Health insurers are not pulling any punches. They say they plan to pass new taxes under the 2010 health reform law directly to consumers through higher premiums.
A report financed by American’s Health Insurance Plans predicts that premiums will increase by about 2 percent in 2014, and 3 to 4 percent by 2023, once insurance companies pass along a federal tax that will hit in 2014.
“Those individuals and families who are not eligible for [government] subsidies … will bear the full cost of the fees, requiring that they pay more out-of-pocket and making coverage less affordable,” consulting firm Oliver Wyman wrote in the report , released late on Wednesday.

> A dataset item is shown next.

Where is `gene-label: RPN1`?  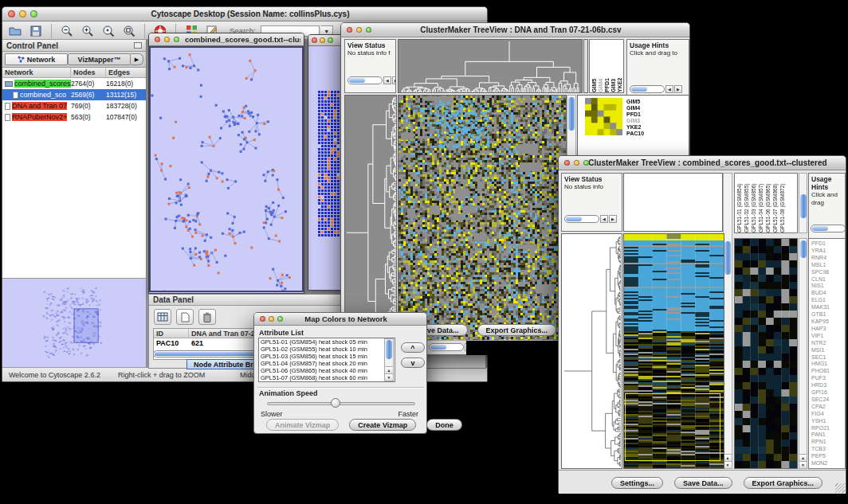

The Congressional Budget Office had predicted that insurance companies would do just what they say they are going to do. But CBO also said that when the entirety of the health care law took effect, premiums would ultimately go down, said Paul Van de Water, a former CBO staffer now at the liberal Center for Budget and Policy Priorities.

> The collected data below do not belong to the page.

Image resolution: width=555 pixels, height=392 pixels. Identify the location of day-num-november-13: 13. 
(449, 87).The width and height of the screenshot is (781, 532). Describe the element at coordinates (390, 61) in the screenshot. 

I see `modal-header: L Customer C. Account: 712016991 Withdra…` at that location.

“Part of what they’re saying is accurate, but they are leaving out a whole lot of other stuff that suggest premiums are likely to go down,” Van de Water said in an interview. State insurance exchanges will help lower administrative costs, he said, as will new rules that require insurance companies to spend 80 to 85 percent of premiums on medical care.
Democrats on Capitol Hill criticized the study, saying that insurance companies could simply cover the costs of the tax and not pass them to consumers.
"This new health insurance industry tax -- which the industry decries -- is levied on them, not consumers. With their record profits and exorbitant CEO compensation packages, health insurers are perfectly capable of absorbing this cost,” House Ways and Means Health Subcommittee ranking member Pete Stark, D-Calif., said in a statement.
“If they are really going to pass along all of it, why are they so unhappy with it?” Van de Water asked.